There are suggestions and exercises. Sentences with blanks to fill in. Ruminations on elements of writing. Little horoscopes you can apply to your characters. Quotes from writers that don't duplicate the quotes I've seen in all the other writing books! (Monica Wood promised this would be the case in the introduction, and to be honest I didn't believe her. I do now.)
There's fire and enthusiasm, and a deep understanding of the writing life and what it takes to not only survive it, but enjoy and thrive in it. Her "ten commandments for a happy writing life" and her recommendations for handling rejections are spot-on.
I have not a single complaint about this book, except perhaps that I'd like to take every single page and put it on a card in a deck. Then on any given day I could shuffle the deck and draw a card or two.
There are a lot of things in writing books that bug me--bits of advice I don't agree with.
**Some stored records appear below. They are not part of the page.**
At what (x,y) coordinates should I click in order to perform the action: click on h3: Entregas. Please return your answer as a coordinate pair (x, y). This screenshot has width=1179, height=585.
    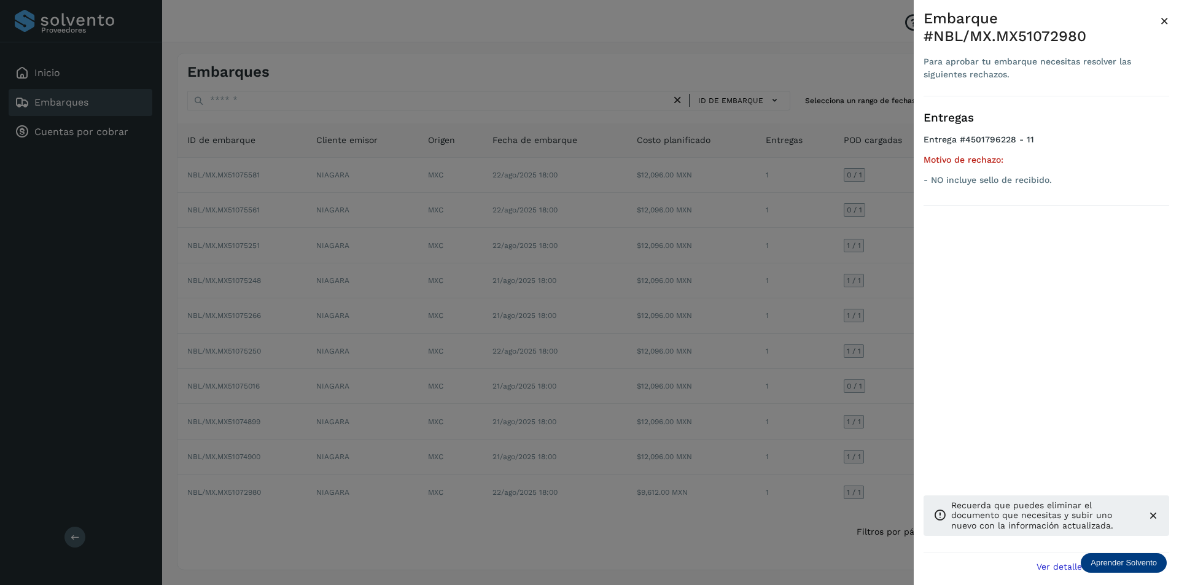
    Looking at the image, I should click on (1047, 118).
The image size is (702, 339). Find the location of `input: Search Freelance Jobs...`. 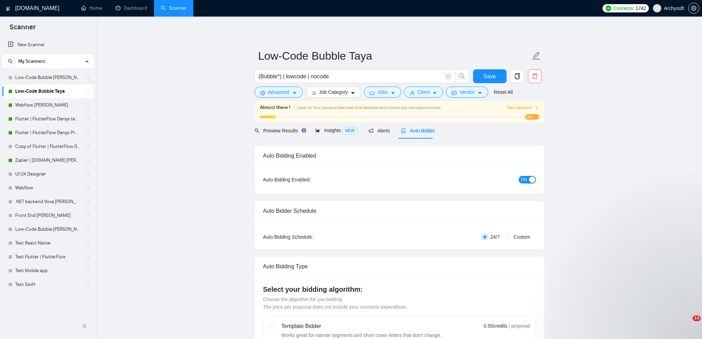

input: Search Freelance Jobs... is located at coordinates (351, 76).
Condescending attitudes toward new & developing writers that annoy me. Ways of approaching things that, really, everyone else has already done a hundred times over. Instead, in "The Pocket Muse" you'll just find lots of fun, bushels of inspiration, and plenty of things to think about!
A great gift book
This is a wonderful gift book for the writer in your life. Inside the pages, you'll find photographs-- some cute, some beautiful-- and tidbits of advice about writing and prompts to spark your creativity.
The book has a likable randomness to it; you can open it to any page and just read until you feel like writing again. Some pages have fairly lengthy anecdotes, and others are just a few lines long, with instructions like "Write about a simple board game that turns its players into pie-eyed cutthroats" and "Take two people you know who seem to be opposites in every way. Think about them until you hit on something they have in common. Start writing."
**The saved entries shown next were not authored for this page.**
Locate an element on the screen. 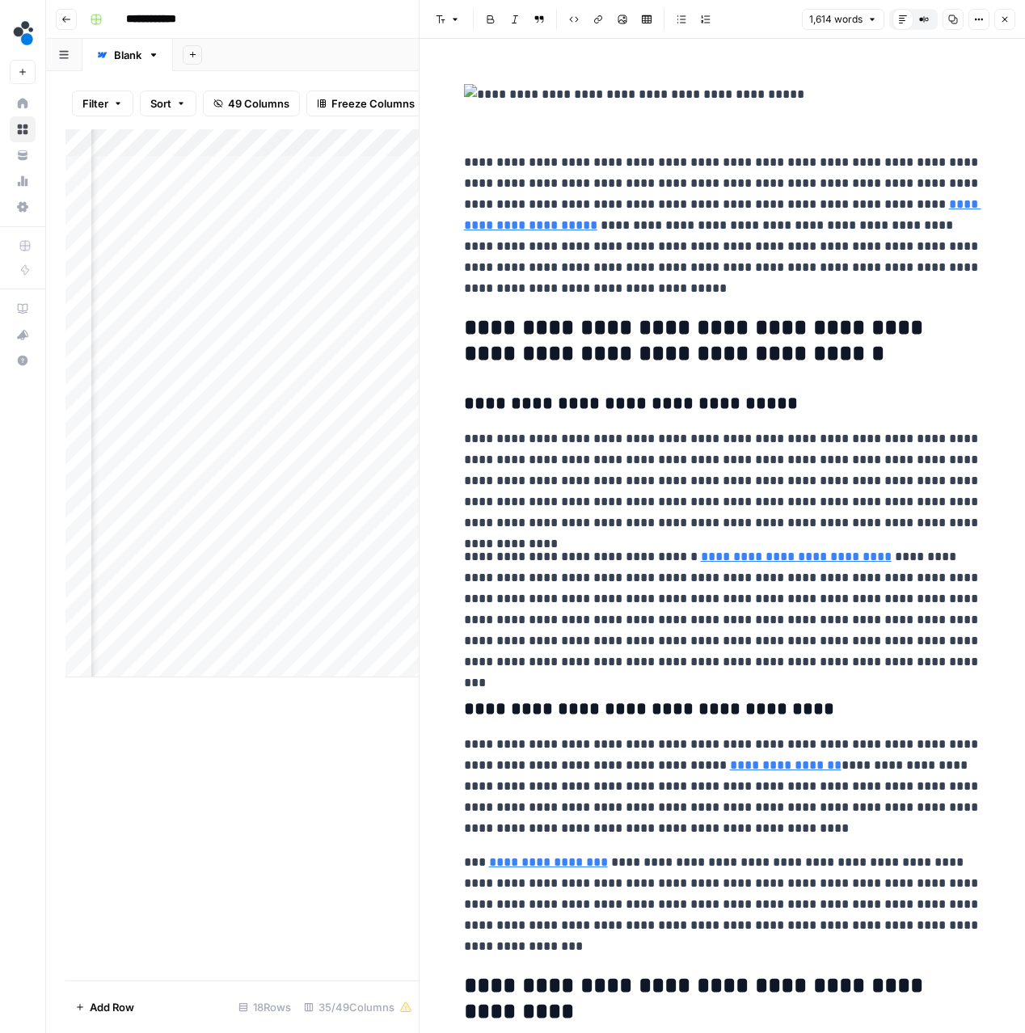 The width and height of the screenshot is (1025, 1033). a: Browse is located at coordinates (23, 129).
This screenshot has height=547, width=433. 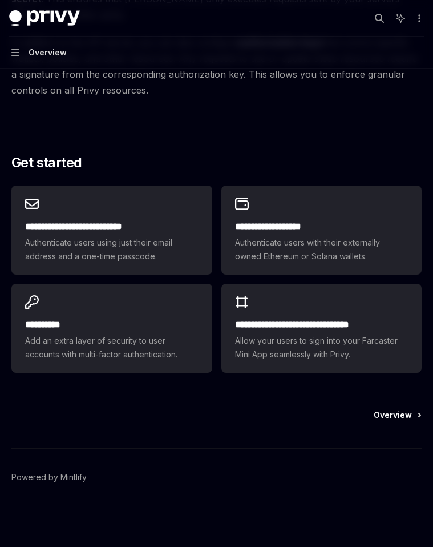 I want to click on span: Overview, so click(x=393, y=415).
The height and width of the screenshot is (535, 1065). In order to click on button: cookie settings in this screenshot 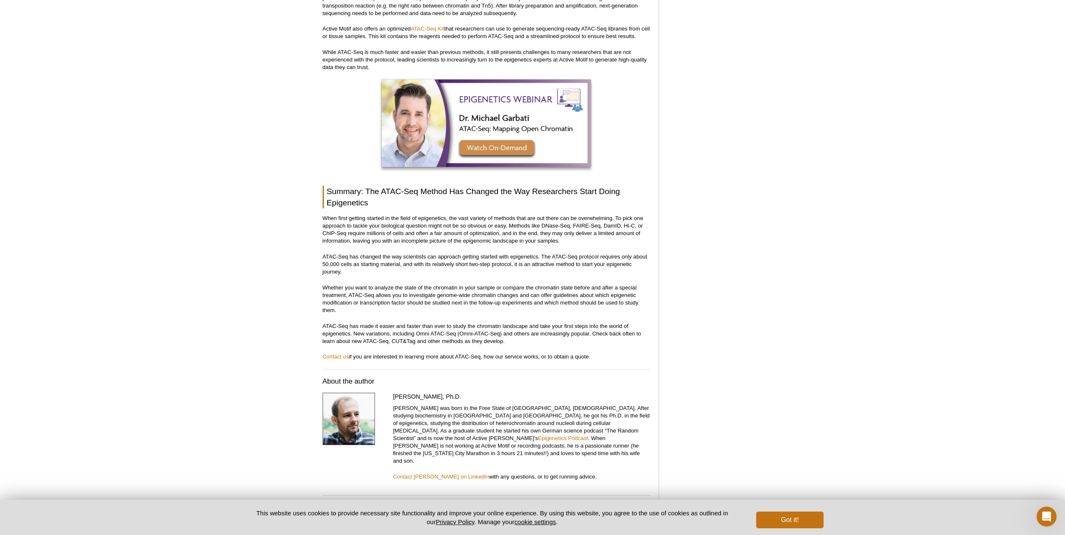, I will do `click(535, 522)`.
It fulfills the promise of its title: it is, indeed, a handy little dose of inspiration. It's upbeat without being cloying, encouraging without being unrealistic, and full of very do-able exercises.
I recommend this book as a gift because it applies to all writers; all of us have times when the Inspiration Fairy just seems to have flown away, and this book speaks to that. It won't teach you how to be a better writer-- it'll just entice you to set pen to paper again in a friendly coach-ish sort of way.
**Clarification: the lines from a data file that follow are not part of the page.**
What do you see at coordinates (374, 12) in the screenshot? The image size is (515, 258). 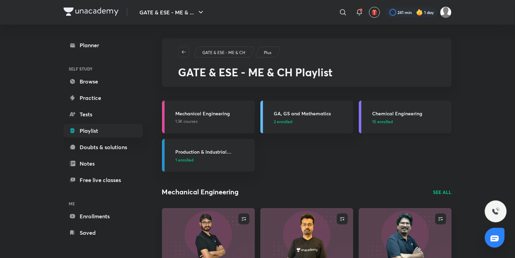 I see `img: avatar` at bounding box center [374, 12].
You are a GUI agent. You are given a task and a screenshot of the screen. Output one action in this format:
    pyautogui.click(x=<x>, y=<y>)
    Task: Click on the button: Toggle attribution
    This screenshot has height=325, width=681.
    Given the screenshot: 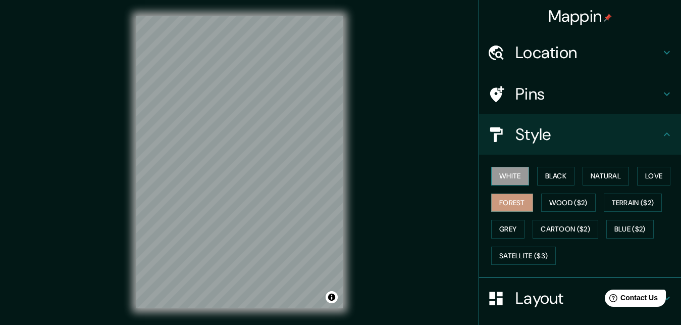 What is the action you would take?
    pyautogui.click(x=332, y=297)
    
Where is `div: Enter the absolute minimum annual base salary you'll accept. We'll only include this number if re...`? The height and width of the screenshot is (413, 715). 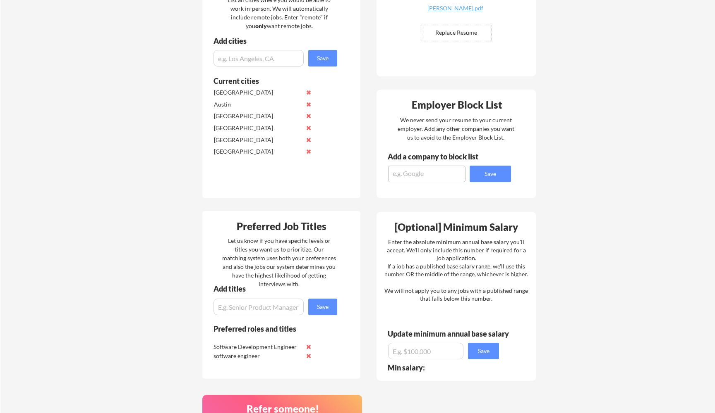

My only complaint is that my fingerprints show on the glossy colored pages. Is that a stupid complaint? I'm petty like that. But it's still the kind of book that's fun to have around...
A nudge in the right direction
A nice little book - it won't exactly fit in your pocket, but it's small enough to be tucked away in a laptop case. It has the usual 'suggestions for writing,' any one of which generally puts the lid on a grownup writer's imagination, especially if one is actually engaged in writing something. However,they are not intrusive, and the book also has a lot of practical, cheerful advice about the problems of the writing life: time, place, revision,style and so forth. I particularly liked 'you have to be willing to write badly' and the mantra: 'one more sentenec' when tempted to quit. That one sounded like the voice of a good friend encouraging one to go on, go on.I also liked her scheduling of 'once a week,' 'once a month' 'once a year' tasks - I e-mailed that one to my writing friends! This is a valuable book particularly for those lonely moments when one is tempted to pack it all in and go back to teaching drama in primary schools.